Farage made the most of Parliament’s summer recess, when many politicians go on vacation, by holding regular news conferences to announce headline-grabbing policies like a plan to deport everyone who arrives in Britain without authorization.

He has capitalized on — critics say stoked — concerns about migrants crossing the English Channel in small boats, which he has called an invasion. He welcomed protests outside hotels housing asylum-seekers over the summer, some of which turned violent.

Opponents say Farage has demonized migrants and fueled misinformation. Last year, he inaccurately suggested police were withholding information about a stabbing rampage at a dance class that left three children dead. False claims that the attacker was an asylum-seeker sparked days of rioting across England.

Reform faces the competence test

Reform’s success in May’s local elections has brought responsibilities that will test the party’s competence, popularity and unity.

In his closing conference speech, Farage implored members: “Can we please exercise discipline and air our disagreements between each other in private?”

Some of the positions he shares with Trump, such as opposition to net-zero climate goals, are unpopular in Britain. Past praise of Russian President Vladimir Putin could also be a disadvantage in a country where most people back Ukraine in its war against Moscow’s invasion.

Farage’s depiction of Britain as a crime-ridden dystopia “in societal breakdown” has also met with skepticism.

In Washington on Wednesday, Farage testified to the House Judiciary Committee about what he called the “awful authoritarian situation” and lack of free speech in the U.K., citing the arrest of TV comedy writer Graham Linehan for tweets attacking transgender people and the jailing of Lucy Connolly, a woman who was sentenced to 31 months in prison for a social media post urging people to burn down hotels full of asylum-seekers.

“At what point did we become North Korea?” Farage asked rhetorically. Connolly, who was imprisoned after pleading guilty to inciting racial hatred, was a featured speaker at Reform’s conference.

Farage was welcomed by Republicans on the committee, but was excoriated by Democratic Rep. Jamie Raskin as a “Putin-loving free speech impostor and Trump sycophant.” In London, Prime Minister Keir Starmer noted Farage’s absence from the House of Commons, saying that he had “flown to America to badmouth and talk down our country.”

Other parties scramble to respond

Both Conservatives and Labour are struggling to respond to Reform’s rise. Starmer has been criticized for not confronting the party more strongly, instead seeming to agree with some of its talking points about immigration. In a May speech, Starmer said Britain risked becoming an “ island of strangers,” a phrase that some felt echoed Conservative politician Enoch Powell’s notorious 1968 speech predicting “rivers of blood” as a result of mass immigration.

Starmer later said he regretted using the phrase.

Political scientist Stuart Turnbull-Dugarte, who studied reaction to the speech, said Labour is “legitimizing the immigration debate” in a way that plays into Reform’s hands and alienates its own supporters.
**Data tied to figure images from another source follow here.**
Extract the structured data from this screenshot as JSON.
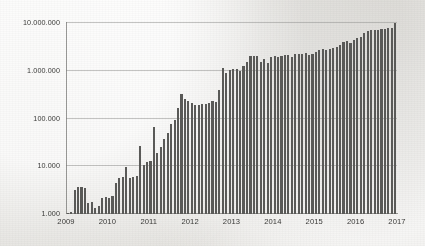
{
  "chart_data": {
    "type": "bar",
    "title": "",
    "subtitle": "",
    "xlabel": "",
    "ylabel": "",
    "yscale": "log",
    "ylim": [
      1000,
      10000000
    ],
    "grid": true,
    "legend": null,
    "axis_colors": {
      "bar": "#5a5a58",
      "grid": "#969694",
      "text": "#3a3a38",
      "background": "#f3f2ef"
    },
    "ytick_labels": [
      "10.000.000",
      "1.000.000",
      "100.000",
      "10.000",
      "1.000"
    ],
    "ytick_values": [
      10000000,
      1000000,
      100000,
      10000,
      1000
    ],
    "xtick_labels": [
      "2009",
      "2010",
      "2011",
      "2012",
      "2013",
      "2014",
      "2015",
      "2016",
      "2017"
    ],
    "xtick_values": [
      2009,
      2010,
      2011,
      2012,
      2013,
      2014,
      2015,
      2016,
      2017
    ],
    "x_start": 2009.0,
    "x_end": 2017.0,
    "n_bars": 96,
    "bar_interval": "monthly",
    "categories": [
      "2009-01",
      "2009-02",
      "2009-03",
      "2009-04",
      "2009-05",
      "2009-06",
      "2009-07",
      "2009-08",
      "2009-09",
      "2009-10",
      "2009-11",
      "2009-12",
      "2010-01",
      "2010-02",
      "2010-03",
      "2010-04",
      "2010-05",
      "2010-06",
      "2010-07",
      "2010-08",
      "2010-09",
      "2010-10",
      "2010-11",
      "2010-12",
      "2011-01",
      "2011-02",
      "2011-03",
      "2011-04",
      "2011-05",
      "2011-06",
      "2011-07",
      "2011-08",
      "2011-09",
      "2011-10",
      "2011-11",
      "2011-12",
      "2012-01",
      "2012-02",
      "2012-03",
      "2012-04",
      "2012-05",
      "2012-06",
      "2012-07",
      "2012-08",
      "2012-09",
      "2012-10",
      "2012-11",
      "2012-12",
      "2013-01",
      "2013-02",
      "2013-03",
      "2013-04",
      "2013-05",
      "2013-06",
      "2013-07",
      "2013-08",
      "2013-09",
      "2013-10",
      "2013-11",
      "2013-12",
      "2014-01",
      "2014-02",
      "2014-03",
      "2014-04",
      "2014-05",
      "2014-06",
      "2014-07",
      "2014-08",
      "2014-09",
      "2014-10",
      "2014-11",
      "2014-12",
      "2015-01",
      "2015-02",
      "2015-03",
      "2015-04",
      "2015-05",
      "2015-06",
      "2015-07",
      "2015-08",
      "2015-09",
      "2015-10",
      "2015-11",
      "2015-12",
      "2016-01",
      "2016-02",
      "2016-03",
      "2016-04",
      "2016-05",
      "2016-06",
      "2016-07",
      "2016-08",
      "2016-09",
      "2016-10",
      "2016-11",
      "2016-12"
    ],
    "values": [
      1050,
      1080,
      3200,
      3600,
      3600,
      3550,
      1700,
      1750,
      1350,
      1500,
      2200,
      2250,
      2200,
      2400,
      4500,
      5800,
      6000,
      9800,
      5700,
      6000,
      6300,
      26000,
      10500,
      12000,
      12800,
      68000,
      19000,
      25000,
      38000,
      50000,
      75000,
      95000,
      165000,
      330000,
      260000,
      235000,
      210000,
      195000,
      195000,
      200000,
      205000,
      215000,
      230000,
      225000,
      390000,
      1150000,
      900000,
      1050000,
      1100000,
      1080000,
      1000000,
      1250000,
      1500000,
      2000000,
      2050000,
      2050000,
      1500000,
      1750000,
      1450000,
      1900000,
      2000000,
      1950000,
      2050000,
      2100000,
      2100000,
      1950000,
      2200000,
      2250000,
      2200000,
      2300000,
      2100000,
      2200000,
      2500000,
      2700000,
      2800000,
      2700000,
      2900000,
      3000000,
      3100000,
      3500000,
      4000000,
      4200000,
      3900000,
      4500000,
      4800000,
      5000000,
      6300000,
      6900000,
      7000000,
      7000000,
      7200000,
      7500000,
      7600000,
      7900000,
      8000000,
      10000000
    ]
  },
  "plot_geometry": {
    "left": 66,
    "right": 397,
    "top": 22,
    "bottom": 213
  }
}
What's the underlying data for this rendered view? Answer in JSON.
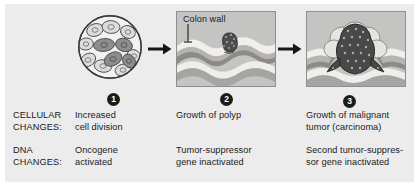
{
  "figure": {
    "background_color": "#ececec",
    "page_color": "#ffffff"
  },
  "stages": [
    {
      "number": "1",
      "illustration": "cell-cluster-with-dividing-cells",
      "cellular_change": "Increased\ncell division",
      "dna_change": "Oncogene\nactivated"
    },
    {
      "number": "2",
      "illustration": "colon-wall-with-polyp",
      "panel_label": "Colon wall",
      "cellular_change": "Growth of polyp",
      "dna_change": "Tumor-suppressor\ngene inactivated"
    },
    {
      "number": "3",
      "illustration": "colon-wall-with-malignant-tumor",
      "cellular_change": "Growth of malignant\ntumor (carcinoma)",
      "dna_change": "Second tumor-suppres-\nsor gene inactivated"
    }
  ],
  "row_labels": {
    "cellular": "CELLULAR\nCHANGES:",
    "dna": "DNA\nCHANGES:"
  },
  "arrows": {
    "arrow_1": "arrow-right-icon",
    "arrow_2": "arrow-right-icon"
  },
  "colors": {
    "badge_fill": "#1b1b1b",
    "badge_text": "#ffffff",
    "text": "#1a1a1a",
    "panel_border": "#8f8f8f",
    "tissue_light": "#e8e6e2",
    "tissue_mid": "#b9b7b3",
    "tissue_dark": "#8d8b87",
    "tumor_dark": "#4a4a4a",
    "cell_light": "#d9d9d9",
    "cell_dark": "#8d8d8d"
  }
}
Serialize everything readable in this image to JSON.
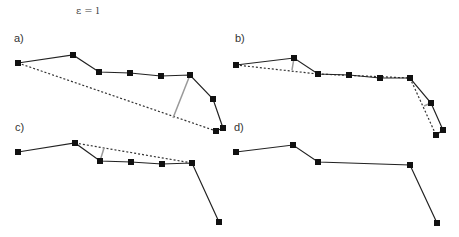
{
  "title": "ε = l",
  "colors": {
    "polyline": "#222222",
    "vertex": "#111111",
    "dotted": "#333333",
    "distance": "#999999"
  },
  "panels": [
    {
      "id": "a",
      "label": "a)",
      "label_pos": [
        17,
        38
      ],
      "points": [
        [
          18,
          63
        ],
        [
          73,
          55
        ],
        [
          99,
          72
        ],
        [
          130,
          73
        ],
        [
          161,
          76
        ],
        [
          190,
          75
        ],
        [
          213,
          99
        ],
        [
          223,
          128
        ],
        [
          216,
          131
        ]
      ],
      "dotted": [
        [
          [
            18,
            63
          ],
          [
            216,
            131
          ]
        ]
      ],
      "distance": [
        [
          [
            190,
            75
          ],
          [
            173,
            118
          ]
        ]
      ]
    },
    {
      "id": "b",
      "label": "b)",
      "label_pos": [
        235,
        38
      ],
      "points": [
        [
          236,
          65
        ],
        [
          294,
          58
        ],
        [
          318,
          74
        ],
        [
          349,
          75
        ],
        [
          380,
          78
        ],
        [
          410,
          78
        ],
        [
          431,
          103
        ],
        [
          443,
          130
        ],
        [
          436,
          135
        ]
      ],
      "dotted": [
        [
          [
            236,
            65
          ],
          [
            318,
            74
          ]
        ],
        [
          [
            318,
            74
          ],
          [
            410,
            78
          ]
        ],
        [
          [
            410,
            78
          ],
          [
            436,
            135
          ]
        ]
      ],
      "distance": [
        [
          [
            294,
            58
          ],
          [
            292,
            70
          ]
        ],
        [
          [
            431,
            103
          ],
          [
            424,
            106
          ]
        ]
      ]
    },
    {
      "id": "c",
      "label": "c)",
      "label_pos": [
        17,
        127
      ],
      "points": [
        [
          18,
          152
        ],
        [
          75,
          143
        ],
        [
          100,
          161
        ],
        [
          131,
          162
        ],
        [
          162,
          164
        ],
        [
          192,
          163
        ],
        [
          219,
          222
        ]
      ],
      "dotted": [
        [
          [
            75,
            143
          ],
          [
            192,
            163
          ]
        ]
      ],
      "distance": [
        [
          [
            100,
            161
          ],
          [
            104,
            148
          ]
        ]
      ]
    },
    {
      "id": "d",
      "label": "d)",
      "label_pos": [
        235,
        127
      ],
      "points": [
        [
          236,
          152
        ],
        [
          293,
          145
        ],
        [
          318,
          162
        ],
        [
          410,
          165
        ],
        [
          437,
          223
        ]
      ],
      "dotted": [],
      "distance": []
    }
  ]
}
“Anti-immigration voters are not convinced by the turn, whereas pro-immigration voters are, and they’re the ones who become really upset about it,” said Turnbull-Dugarte, an associate professor at the University of Southampton.

The media also comes in for criticism for amplifying Farage. The Green Party, which has the same number of lawmakers, receives a fraction of the attention. Reform is far ahead in opinion polls, however.

The government does not have to call an election until 2029, and a lot can happen in four years.

Farage said Friday that amid instability in Starmer’s government, “there is every chance now of a general election happening in 2027, and we must be ready for that moment.”